Published in final edited form as: Virus Res. 2015 Apr 6;206:37–45. doi: 10.1016/j.virusres.2015.03.009

Fig. 3.

Fig. 3

Trans-regulation model of BYDV gene expression. A. Early in infection, when few viral genomes are present, the BTE binds the eIF4G subunit of the key translation initiation factor, eIF4F and delivers it to 5’ end via long-distance base pairing to recruit (or deliver) the 43S ribosomal pre-initiation complex to the 5’ end. The relative excess of eIF4F in the cell facilitates ribosome scanning through the highly structured 5’ UTR. B. Late in infection, the vast excess of sgRNA2 binds much of the eIF4F pool, leaving fewer eIF4F complexes available for translation of gRNA and sgRNA1 (light shaded eIF4E/eIF4G).
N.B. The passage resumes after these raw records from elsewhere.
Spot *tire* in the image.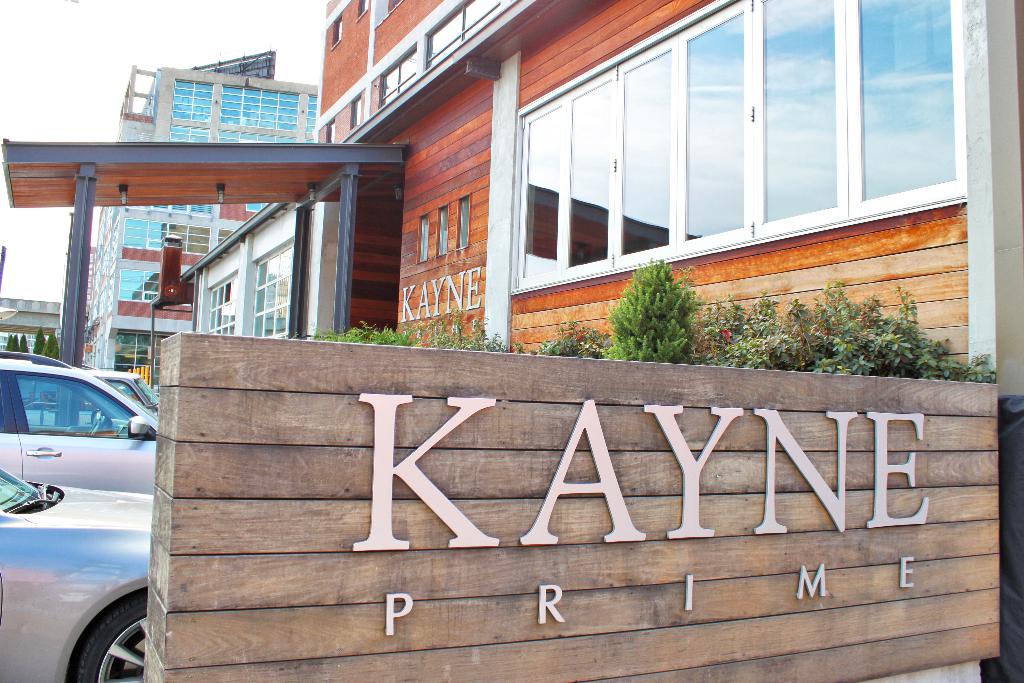
*tire* found at (69, 582, 145, 678).
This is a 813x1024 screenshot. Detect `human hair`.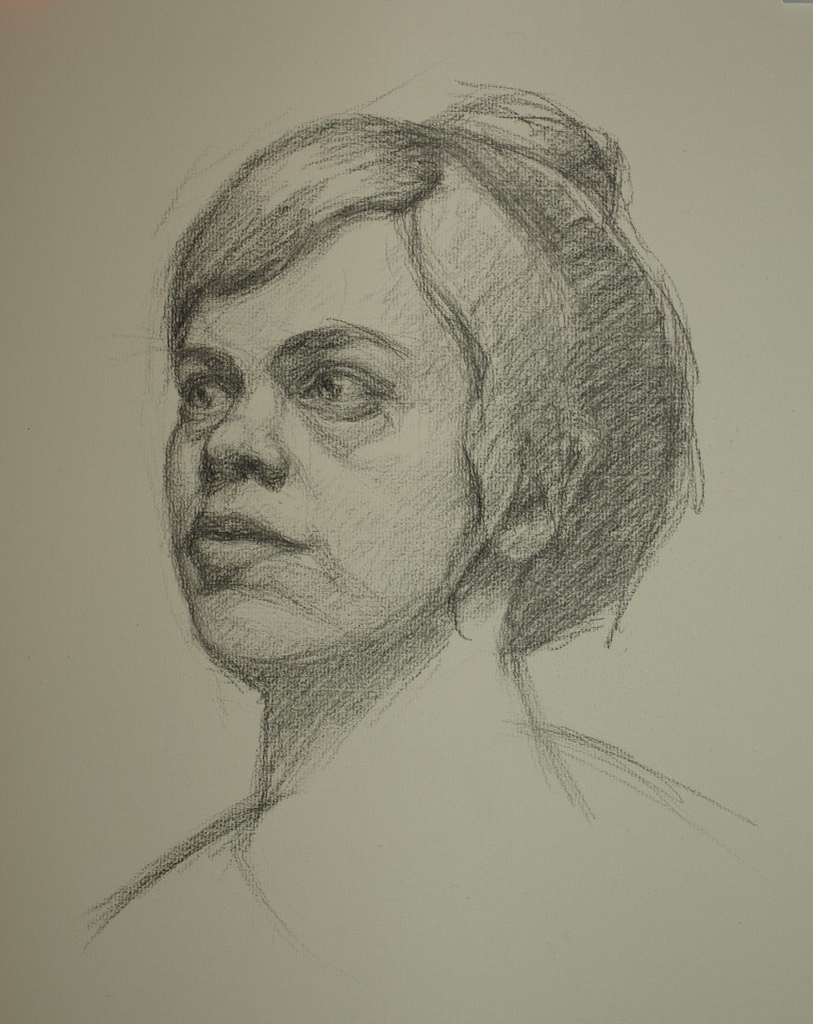
161, 67, 696, 620.
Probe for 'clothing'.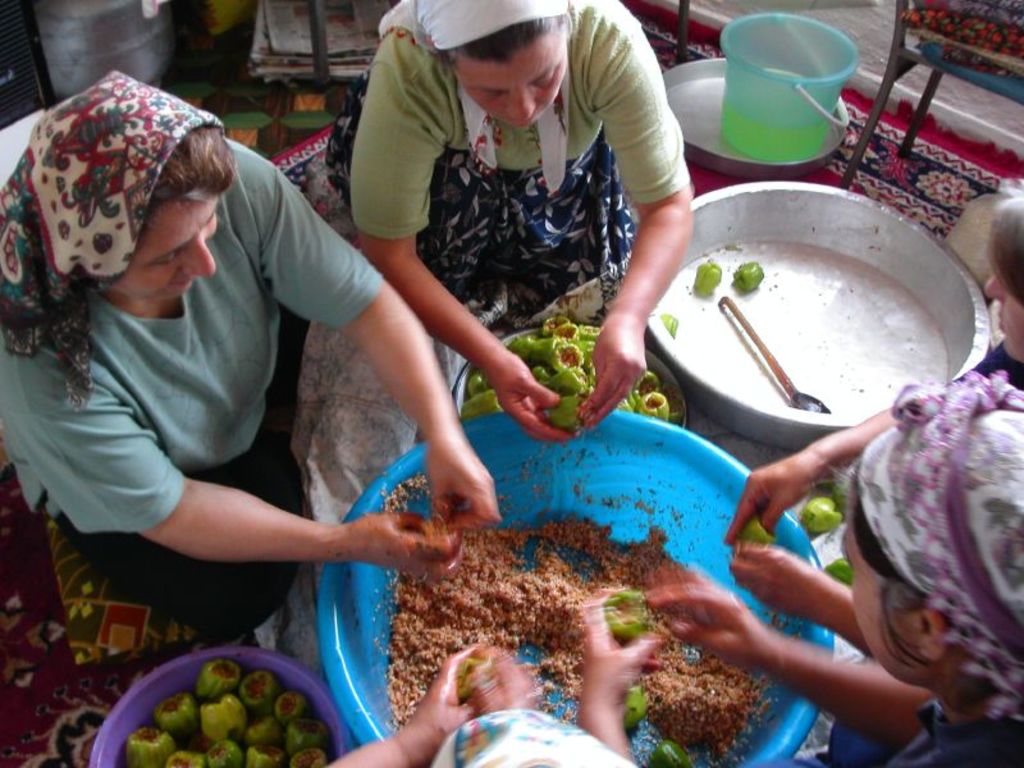
Probe result: <box>323,0,690,325</box>.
This allows structure in gRNA 5’ UTR to inhibit ribosome scanning, while 5’ UTR of sgRNA1 has less structure, making it less eIF4F-dependent (Pestova and Kolupaeva, 2002), thus permitting ribosome scanning and translation. Thus sgRNA2 accumulation serves as a switch to inhibit translation of the polymerase from gRNA, and favor translation of structural (CP, CP-RTD) and movement proteins (ORF3a, ORF4) from sgRNA1 (Fig. 1). Details and supporting data are in Shen et al. (Shen et al., 2006).